Outside, the sky was darkening, and the air smelled of damp earth. Chickens pecked at the muddy ground, and a sow rolled around in a tuft of wild grass. Diego followed a narrow dirt path leading up a steep hill and out into a wide clearing behind their house, gathering twigs that would keep the fire going well into the night. At the end of the path, he turned and looked down the hill. In the distance was the lake, Pátzcuaro, the weak sunlight bouncing off its surface, glimmering like ribbons of glass. Diego looked across the water and could make out some of the other villages—Tzintzunzan, Tocuaro, Erongaricuaro—along the northern shore, strung there like beads on a necklace.
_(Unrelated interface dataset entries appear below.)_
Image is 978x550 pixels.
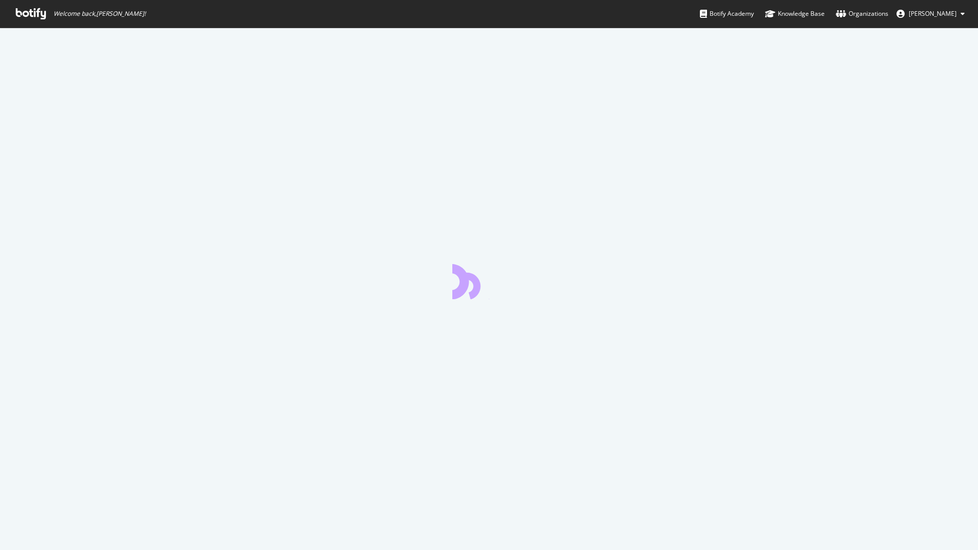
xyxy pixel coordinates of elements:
[54,10,146,18] span: Welcome back, [PERSON_NAME] !
[909,9,957,18] span: joanna duchesne
[453,262,526,299] div: animation
[700,9,754,19] div: Botify Academy
[889,6,973,22] button: [PERSON_NAME]
[765,9,825,19] div: Knowledge Base
[836,9,889,19] div: Organizations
Before him was San Antonio, his home, his birthplace, so small that outsiders tended to forget its existence among the bigger villages. Here was the main avenue, which started at the lakeside and passed through the town. Two summers ago, his
father and a few of the other men cobbled the road by hand with bricks that everyone had given money to buy. He could remember the day vividly—his father kneeling, scooping out handfuls of dirt with his coarse hands, and spreading it in the gaps between the bricks, the August heat, the flies buzzing in the cool shadows of opened doorways. His father had taken some mud and placed it in Diego’s hand.
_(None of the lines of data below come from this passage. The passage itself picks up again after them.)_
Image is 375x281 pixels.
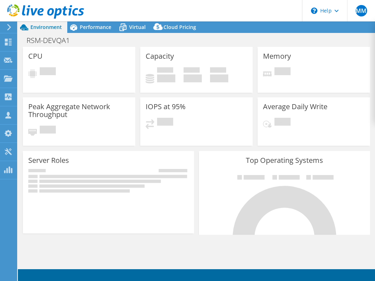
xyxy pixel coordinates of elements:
[210,67,226,74] span: Total
[210,74,228,82] h4: 0 GiB
[28,156,69,164] h3: Server Roles
[274,118,290,127] span: Pending
[263,103,327,110] h3: Average Daily Write
[157,74,175,82] h4: 0 GiB
[28,103,130,118] h3: Peak Aggregate Network Throughput
[183,74,202,82] h4: 0 GiB
[157,67,173,74] span: Used
[80,24,111,30] span: Performance
[145,52,174,60] h3: Capacity
[23,36,81,44] h1: RSM-DEVQA1
[28,52,43,60] h3: CPU
[163,24,196,30] span: Cloud Pricing
[274,67,290,77] span: Pending
[145,103,186,110] h3: IOPS at 95%
[183,67,199,74] span: Free
[204,156,364,164] h3: Top Operating Systems
[40,125,56,135] span: Pending
[311,8,317,14] svg: \n
[40,67,56,77] span: Pending
[30,24,62,30] span: Environment
[355,5,367,16] span: MM
[157,118,173,127] span: Pending
[263,52,291,60] h3: Memory
[129,24,145,30] span: Virtual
“Here,” he had said, bending down, guiding Diego’s fingers. “In between. Spread the mud there. It’ll bake under the sun and harden.”
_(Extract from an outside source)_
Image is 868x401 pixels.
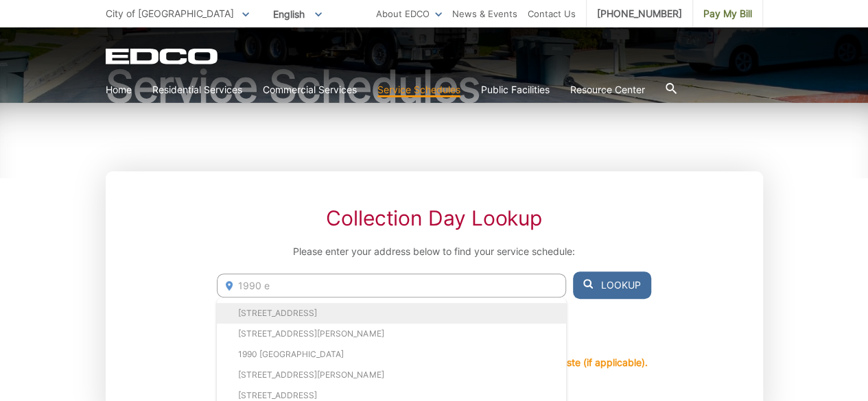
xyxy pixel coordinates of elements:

He looked at the avenue now, at the houses along its sides, one next to the other. Beyond, there was the tortilleria, the wood-carver José Tamez’s shop, the grocer’s store where the women could buy soap for the laundry or sacks of bleached flour and cubes of sugar. Diego looked still further, beyond the plaster church, beyond the town’s small zócalo where people gathered on Sundays after Mass, beyond the cemetery where his father’s family was buried, their bones mixing with the red clay soil of the land, toward the wide green hills of the countryside. Cicadas hummed in the huisache trees, and the wind rustled, the air warm and heavy with the coming rain. And where was his father? he wondered. Had he been killed? Was Diego indeed the last León?

Every Saturday, Diego and his mother traveled to Pátzcuaro. Even though the city was several kilometers away, his mother preferred the marketplace there over the one in San Antonio because it was larger, because they sold bolts of fabric, fine soaps and oils, and newspapers and magazines from Morelia, things you couldn’t get in their village.

Since his father left, his great-aunt Elva had started accompanying them, because she said traveling alone through the countryside was unsafe for a lady like his mother. Tía Elva was one of the last remaining full-blooded P’urhépecha indias.

“My mother refused to marry a Spaniard, and my late husband was full-blooded too. Even though all three of my daughters are P’urhépechas they moved to Mexico City, cut their hair, and rejected the old ways,” she once told Diego. “Your father’s mother, my sister Eulogia, married one of the mestizos who moved to San Antonio years ago to buy up land to build haciendas. She was taken in by
their lighter skin and sophisticated ways. But she was india. So your father’s half and half. Your mother, well, I’m not sure what she is. You’ll have to ask her.”